The complete report is below.
By and by its tread will make the earth tremble
James Mackintosh
Warren Township, on the South Skunk River, Keokuk County, south-east Iowa, an agricultural state in the central United States. In the early afternoon of Thursday, May 22, 1873, with the temperature at 85° F., W.W. Morrow saw an ominous thunderstorm approach from the west-north-west. The storm covered the west, north and north-east and extended just past the zenith. The rest of the sky was clear. To the north and west, torrential rain was falling, preceded and accompanied by large hail. Murrow did not know about this at the time. There was not even much lightning where he was, but the advancing clouds showed a sinister whirling motion. He saw no funnel. A few minutes later, a strong wind sprang up, then an instantaneous destructive gust partly destroyed his buildings. It was followed by a shower of hail.
Andrew Surber saw clouds 'whirling like a great wheel' just before the storm reached his farm. He saw no funnel. His fences were blown down by a south-west wind; a few hailstones fell, and were followed by a heavy shower of rain.
John Malcum, at Lancaster township, had been hearing a 'roaring like steady thunder' coming from the west for 15 minutes before the storm arrived. There was no lightning. He saw a whirling mass of clouds, rotating anticlockwise.
T. Dawson, also in Lancaster township, saw a tornado. It appeared as two dark clouds, with a lighter space between them, forming a funnel-shape, extending from an overhanging mass of clouds, and not yet touching the earth. Despite this, buildings were damaged on his farm; fences were blown down over a width of 60 rods (330 yards). A cultivator weighing about 200 pounds was lifted and carried 30 feet; there was no sign of it being dragged.
A lawyer of Lancaster township, M. Williams, had been watching the approaching storm for nearly an hour as it rose from the west into a previously clear sky. When the forefront of the storm-cloud was just past the zenith, he saw the tornado. It was extending and contracting, sometimes extending a narrow point down to the earth. When the cloud touched the earth, fences were carried away in a space 60 yards wide. Sergeant James Mackintosh of the United States Signal Corps, who made a farm-by-farm survey of the damage track, said later, “We have here the first evidence of the dark cloud touching the earth in perfect funnel form. But its touch is yet only temporary; like a child learning to walk, its footsteps are yet uncertain...By and by its tread will make the earth tremble.”
In its first uncertain strength the tornado struck the Wolfden schoolhouse. It was 2.15 p.m., and the school was in session, full of children and a teacher. The schoolhouse, weighing about 30,000 pounds, with its occupants, was moved bodily 30 feet, but not overturned. The windows and roofs were badly damaged. After this effort, the tornado's gathering strength seemed to fail; it passed over but scarcely harmed the frail hamlet of Hayesville.
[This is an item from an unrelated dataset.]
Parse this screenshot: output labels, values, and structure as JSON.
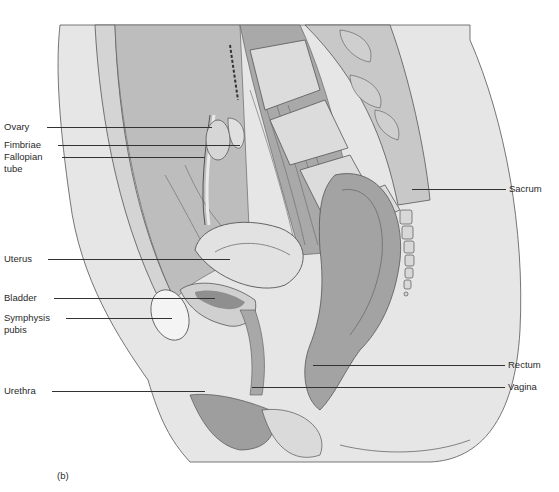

S.U. Alford, about a quarter of a mile south of Hayesville, saw the tornado seem to swing round in a circle. It still rose and fell, sometimes touching the ground, then rising as high as the treetops. The funnel was of a strange dark green colour. A.N. Bucher, a mile east of Hayesville, also said that the funnel was dark green. The base of the funnel bulged up and down; it looked like 'a kettle of soup boiling over'.
Sergeant Mackintosh said that the storm at this point was moving east-north-east, passing over prairie land. Now, a little to the east of A.N. Bucher, the tornado struck the thickly wooded banks of Troublesome Creek, increased in strength, “and developed the phenomena of two or more funnels or branches of a funnel.” The house of a widow Jacobs, in a wooded hollow, was completely destroyed, and a swathe torn through the forest 200 yards wide. A quarter of a mile from the main track, another swathe, about 50 yards wide, curved towards the main path, and seemed to join it.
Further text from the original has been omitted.